Korea International Noodle Expo 2018 To Feature North Korea Food, Music, & More
South Korea is committed to keeping peace with North Korea. In its latest effort to maintain the warm relationship with Kim Jong Un's nation, the Korea International Noodle Expo 2018 will feature some of the products from the North.
The exhibit is the South's biggest celebration of instant noodles. KBS Media, the host of the expo, has announced that it will create an exclusive zone for North Korean products.
The zone will be called Okryugwan, the name of the famous noodle restaurant in the North. It will showcase ramen from the hermit nation as well as other food items such as bean-based vegetarian meat, tofu-rice, and pongpong-ee ddeok, a rice cake substitute made with corn flour.
Those who will go to the expo can also buy snacks from the North, but it will be sold in limited numbers. Also, some grocery items, clothes, photographs, and music will also be available in North Korea's zone.
In the past years, the expo gave visitors a chance to try different varieties of instant ramen products from all over the globe. This year, the expo also aims to break the preconception that instant ramen is unhealthy.
At least 15 companies that make noodles using at least 50 percent domestic raw ingredients will be joining the event. Exhibitors will also share the latest trends with one of the most popular foods in the world: noodles. The Korea International Noodle Expo 2018 will run from June 8 to June 10 at the Coex Hall C in Samseong-dong in Gangnam, Seoul.
Undeniably, noodle consumption in Korea continues to grow. According to a 2015 research conducted by the World Instant Noodles Association, a person in Korea consumes an average of 72.8 instant ramens a year, making it the highest among countries followed by 51.9 average consumption in Indonesia.
The once alternative meal to feed citizens during the Korean War in the 50s is now replacing rice as the primary food on the dining table. But apparently, the dietary pattern of Koreans has not changed. A large number of noodle consumers in the nation only grew older.
South China Morning Post quoted Professor Joo Young-ha of Folklore Studies at the Academy of Korean Studies as saying that the primary consumers of noodles in the country are those who were born in the 1970s, the time when the nation first saw the rise of noodles. These consumers are now in their 40s, and they remain as the main consumers of various noodle-based foods.
Korea's staple food, rice, is still as equally crucial to the South Koreans diet. It has its own exhibit, the Rice Expo 2018, which is slated on November 28 to December 1 in Seoul.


In your copy, reproduce each entry exactly and include no picture.

Data provided below:

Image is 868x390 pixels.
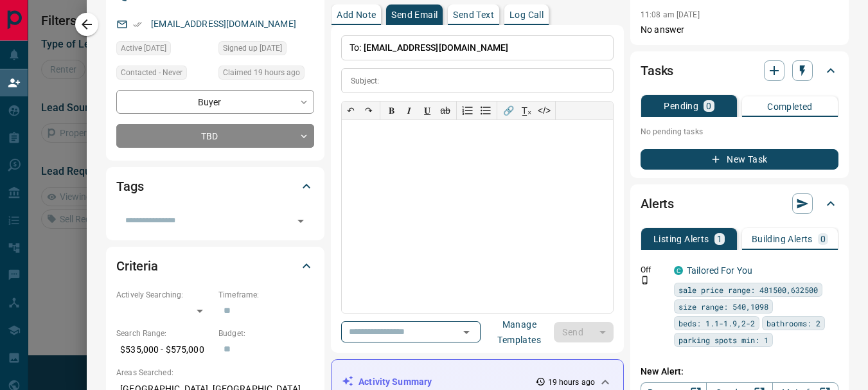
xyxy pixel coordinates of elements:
[641,276,650,284] svg: Push Notification Only
[436,102,454,119] button: ab
[717,234,722,244] p: 1
[752,234,813,244] p: Building Alerts
[117,170,314,202] div: Tags
[641,188,839,219] div: Alerts
[151,18,296,29] a: [EMAIL_ADDRESS][DOMAIN_NAME]
[679,300,768,313] span: size range: 540,1098
[641,149,839,170] button: New Task
[218,327,314,339] p: Budget:
[117,289,212,300] p: Actively Searching:
[458,323,476,341] button: Open
[641,10,700,19] p: 11:08 am [DATE]
[400,102,418,119] button: 𝑰
[117,41,212,59] div: Mon Aug 11 2025
[117,124,314,148] div: TBD
[706,102,712,110] p: 0
[459,102,477,119] button: Numbered list
[218,65,314,84] div: Tue Aug 12 2025
[679,333,768,346] span: parking spots min: 1
[641,193,674,214] h2: Alerts
[641,60,673,81] h2: Tasks
[121,66,183,79] span: Contacted - Never
[424,105,431,116] span: 𝐔
[117,256,158,276] h2: Criteria
[117,367,314,378] p: Areas Searched:
[653,234,709,244] p: Listing Alerts
[117,251,314,281] div: Criteria
[554,322,614,342] div: split button
[382,102,400,119] button: 𝐁
[440,105,451,116] s: ab
[117,327,212,339] p: Search Range:
[820,234,826,244] p: 0
[641,55,839,86] div: Tasks
[477,102,495,119] button: Bullet list
[358,375,432,389] p: Activity Summary
[218,41,314,59] div: Sun Jul 13 2025
[223,42,282,55] span: Signed up [DATE]
[341,36,614,60] p: To:
[687,265,752,276] a: Tailored For You
[342,102,360,119] button: ↶
[218,289,314,300] p: Timeframe:
[518,102,535,119] button: T̲ₓ
[499,102,518,119] button: 🔗
[351,75,379,87] p: Subject:
[364,43,509,53] span: [EMAIL_ADDRESS][DOMAIN_NAME]
[360,102,377,119] button: ↷
[767,102,813,111] p: Completed
[641,264,666,276] p: Off
[117,90,314,114] div: Buyer
[664,102,699,110] p: Pending
[674,266,683,275] div: condos.ca
[679,317,755,330] span: beds: 1.1-1.9,2-2
[121,42,166,55] span: Active [DATE]
[418,102,436,119] button: 𝐔
[133,20,142,29] svg: Email Verified
[117,339,212,360] p: $535,000 - $575,000
[291,212,310,230] button: Open
[679,283,818,296] span: sale price range: 481500,632500
[117,176,144,197] h2: Tags
[641,23,839,37] p: No answer
[641,122,839,141] p: No pending tasks
[766,317,820,330] span: bathrooms: 2
[223,66,300,79] span: Claimed 19 hours ago
[548,377,595,388] p: 19 hours ago
[453,10,494,19] p: Send Text
[337,10,376,19] p: Add Note
[535,102,553,119] button: </>
[510,10,544,19] p: Log Call
[641,364,839,378] p: New Alert:
[485,322,554,342] button: Manage Templates
[391,10,438,19] p: Send Email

End of Data provided.

→ Task output:
Image is 868x390 pixels.
xyxy pixel coordinates of elements:
[641,276,650,284] svg: Push Notification Only
[436,102,454,119] button: ab
[717,234,722,244] p: 1
[752,234,813,244] p: Building Alerts
[117,170,314,202] div: Tags
[641,188,839,219] div: Alerts
[151,18,296,29] a: [EMAIL_ADDRESS][DOMAIN_NAME]
[679,300,768,313] span: size range: 540,1098
[641,149,839,170] button: New Task
[218,327,314,339] p: Budget:
[117,289,212,300] p: Actively Searching:
[458,323,476,341] button: Open
[641,10,700,19] p: 11:08 am [DATE]
[400,102,418,119] button: 𝑰
[117,41,212,59] div: Mon Aug 11 2025
[117,124,314,148] div: TBD
[706,102,712,110] p: 0
[459,102,477,119] button: Numbered list
[218,65,314,84] div: Tue Aug 12 2025
[679,333,768,346] span: parking spots min: 1
[641,193,674,214] h2: Alerts
[641,60,673,81] h2: Tasks
[121,66,183,79] span: Contacted - Never
[424,105,431,116] span: 𝐔
[117,256,158,276] h2: Criteria
[117,367,314,378] p: Areas Searched:
[653,234,709,244] p: Listing Alerts
[117,251,314,281] div: Criteria
[554,322,614,342] div: split button
[382,102,400,119] button: 𝐁
[440,105,451,116] s: ab
[117,327,212,339] p: Search Range:
[820,234,826,244] p: 0
[641,55,839,86] div: Tasks
[477,102,495,119] button: Bullet list
[358,375,432,389] p: Activity Summary
[218,41,314,59] div: Sun Jul 13 2025
[223,42,282,55] span: Signed up [DATE]
[341,36,614,60] p: To:
[687,265,752,276] a: Tailored For You
[342,102,360,119] button: ↶
[218,289,314,300] p: Timeframe:
[518,102,535,119] button: T̲ₓ
[499,102,518,119] button: 🔗
[351,75,379,87] p: Subject:
[364,43,509,53] span: [EMAIL_ADDRESS][DOMAIN_NAME]
[360,102,377,119] button: ↷
[767,102,813,111] p: Completed
[641,264,666,276] p: Off
[117,90,314,114] div: Buyer
[664,102,699,110] p: Pending
[674,266,683,275] div: condos.ca
[679,317,755,330] span: beds: 1.1-1.9,2-2
[121,42,166,55] span: Active [DATE]
[418,102,436,119] button: 𝐔
[133,20,142,29] svg: Email Verified
[117,339,212,360] p: $535,000 - $575,000
[291,212,310,230] button: Open
[679,283,818,296] span: sale price range: 481500,632500
[117,176,144,197] h2: Tags
[641,23,839,37] p: No answer
[641,122,839,141] p: No pending tasks
[766,317,820,330] span: bathrooms: 2
[223,66,300,79] span: Claimed 19 hours ago
[548,377,595,388] p: 19 hours ago
[453,10,494,19] p: Send Text
[337,10,376,19] p: Add Note
[535,102,553,119] button: </>
[510,10,544,19] p: Log Call
[641,364,839,378] p: New Alert:
[485,322,554,342] button: Manage Templates
[391,10,438,19] p: Send Email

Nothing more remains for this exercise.